If a Doctor wants to refuse to give medical treatment of provide any other medical service because of moral grounds he or she should not be a Doctor in the first place. I just can’t believe this new bullshit from right wings.
This is shocking given that I understood healthcare workers are to ‘do no harm’. Care should be provided, moral issues have no place in a medical environment. Just ask those lawmakers if they sih to see their loved ones being denined care due to vague and ‘ill defined’ moral reservations. Might then, for instance, bigotry and hypocrisy be deemed an acceptable cause of ‘moral reservation’ leading to denial of care?
Perhaps an Achilles heel for those providers who want to discriminate is their medical education. I’m guessing most of them used student loans or attended publicly supported med schools. In doing so, they lost their ability to pick and choose who they will treat and who they won’t. Did these folks declare their objections to certain procedures or classes of patients before they entered the medical field? Did they displace another medical school candidate who would not have discriminated? These are questions I would like to see addressed by the legislatures and the courts.
As a gay teacher from the south, what would happen if I refused to educate children who are known to condemn my lifestyle and profess hatred. It SHOULD be my moral right…shouldn’t it??? Of course I’m being sarcastic…but when the tables are turned it doesn’t look as righteous as the conservatives make it out to look. Also, will they deny treatment to adolescent homosexuals as well? Or will they deny treatment to straight children who’s parents are gay because their families cause uncomfortable feelings in the waiting room? hummmmmmnnnnn?
Think Folks!!!
Our Southern Brothers & Sisters need help!!!
Think hard about targeting some giving specifically in their direction, and SOON.
Community Center Benefits?
Throw one & send the proceeds to Baton Rouge PFLAG.
Tea Dance? Take up a collection.
Of course, anyone down there who can make suggestions for where the money should go for the purpose of defeating this thing, please speak up!!!
All of our boats sit on the surface, and we ALL need to raise that surface!!!
@ Kristie–it hasn’t gone as far as condoms (yet), but I can tell you this crap (restricting access to reproduction-related pharmaceuticals) has been going on in Ohio for the last few years. Other states too.

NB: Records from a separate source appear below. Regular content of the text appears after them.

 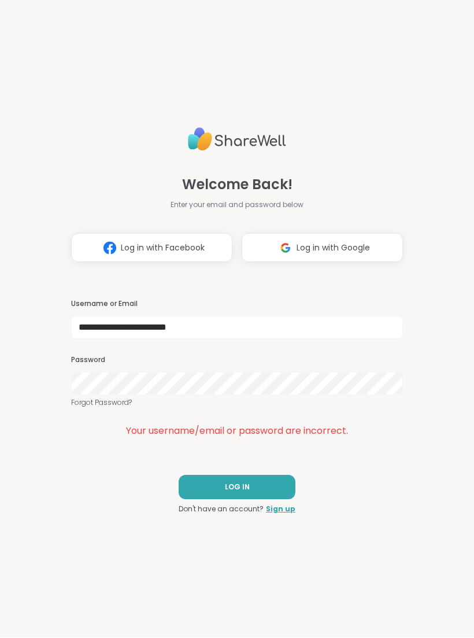 I want to click on span: Log in with Google, so click(x=333, y=248).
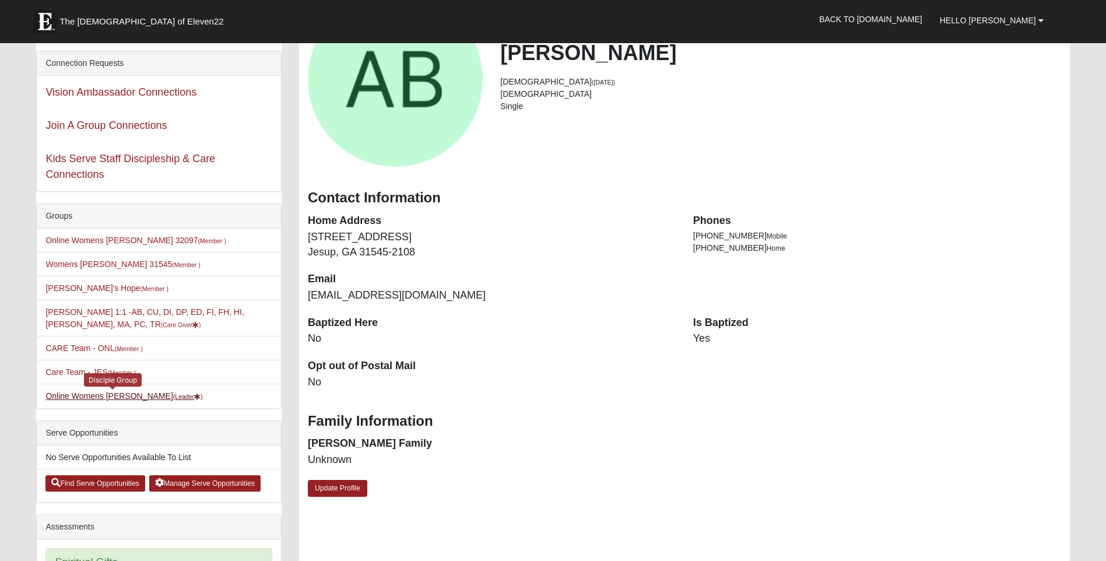  Describe the element at coordinates (776, 236) in the screenshot. I see `span: Mobile` at that location.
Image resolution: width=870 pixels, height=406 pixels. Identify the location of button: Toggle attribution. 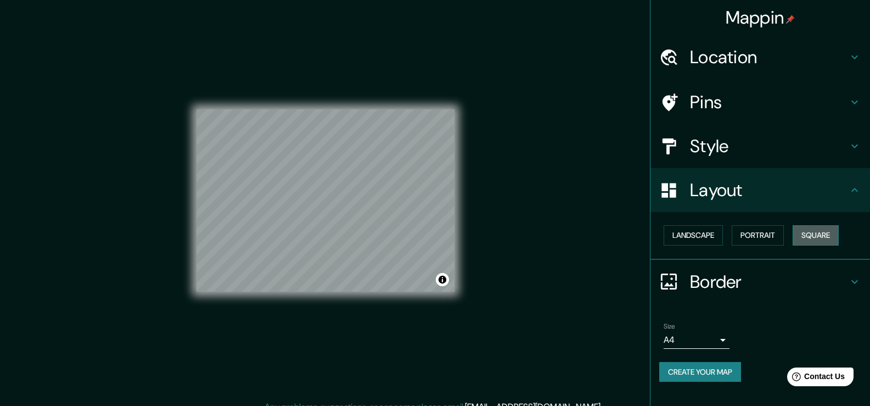
(443, 279).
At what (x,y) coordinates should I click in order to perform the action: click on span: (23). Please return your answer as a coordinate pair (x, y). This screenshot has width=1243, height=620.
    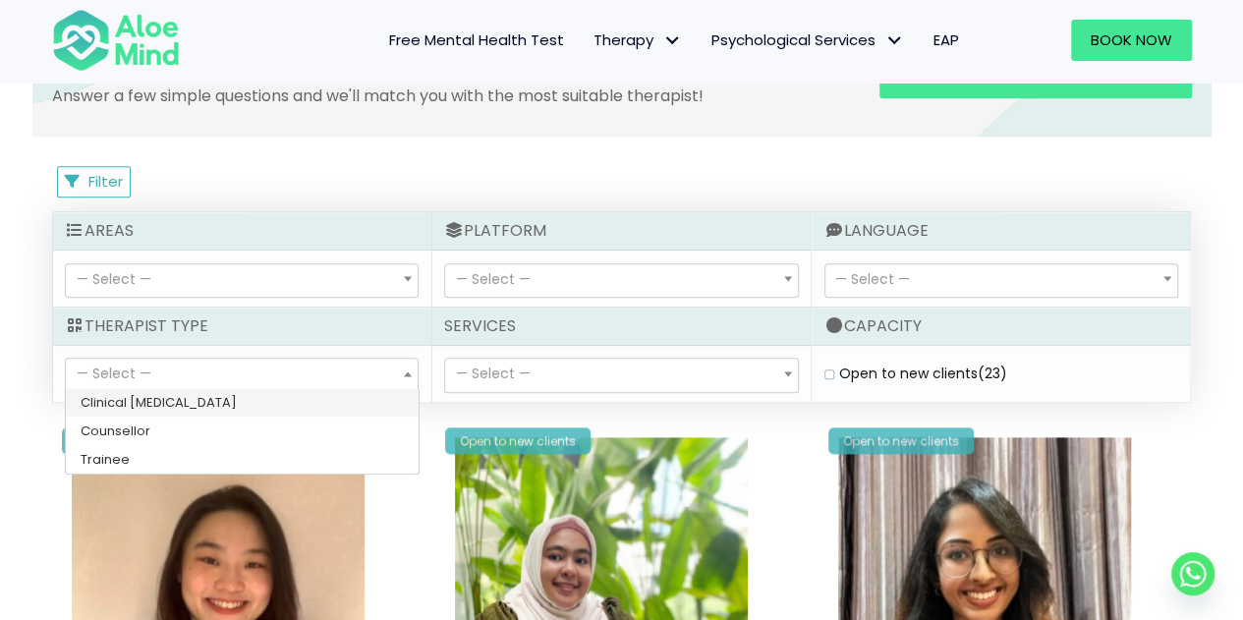
    Looking at the image, I should click on (992, 373).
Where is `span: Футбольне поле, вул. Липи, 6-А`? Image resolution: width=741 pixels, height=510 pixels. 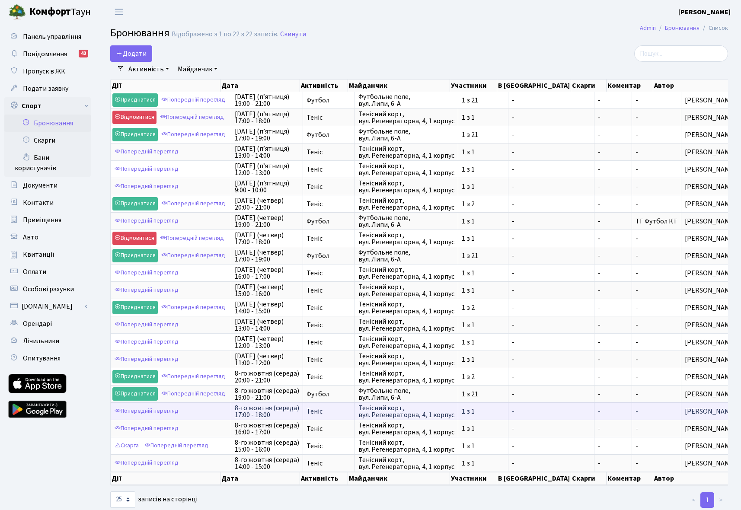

How is it in 2009 that the United states becomes more and more oppressive??? As a Canadian I take this kind of crap very seriously. I refuse to spend vacation dollars anywhere in the States that relegates my gay and lesbian et al brethren to statuses not befitting a cow. How dare these fools do this to their fellow citizens!!! It is important for us all to write our distaste for this inhumane treatment and allow these lawmakers to see in dollars what they lose by such horrid discrimination. Just because I have the priveledge of being protected from this bigotry does not allow me as a fellow human being to sit back and not do something. All it takes is a three minute email folks. Let’s all stand up together!
Isn’t it cute how they call their intentional inability to do their job “conscience”? I sure hope that such people will not be funded via Obama’s health care repair.
Well, with this bit in the proposed statute, “… dispensation of drugs affecting the reproductive process…”
it seems that physicians could also refuse to write prescriptions for birth control as well and pharmacies could refuse to fill them. Going even further, you could have clerks declining to sell condoms using this as a protection. It’s ridiculous!
Health care providers are not there to make moral judgements about people’s lives and lifestyles. They are there to provide medical care for their patients, period.
Once you start down this slippery slope you’re going to end up sliding down into a crap hole where you have people dying left and right because doctors are now allowed to just forget their oath and only treat people they like and approve of morally. Disgusting!
Wow. This is stunning. I’ve read and written about the “conscious regulation” when it comes to reproductive issues, but denying care altogether…wow. I’m glad PFLAG is working to stop this.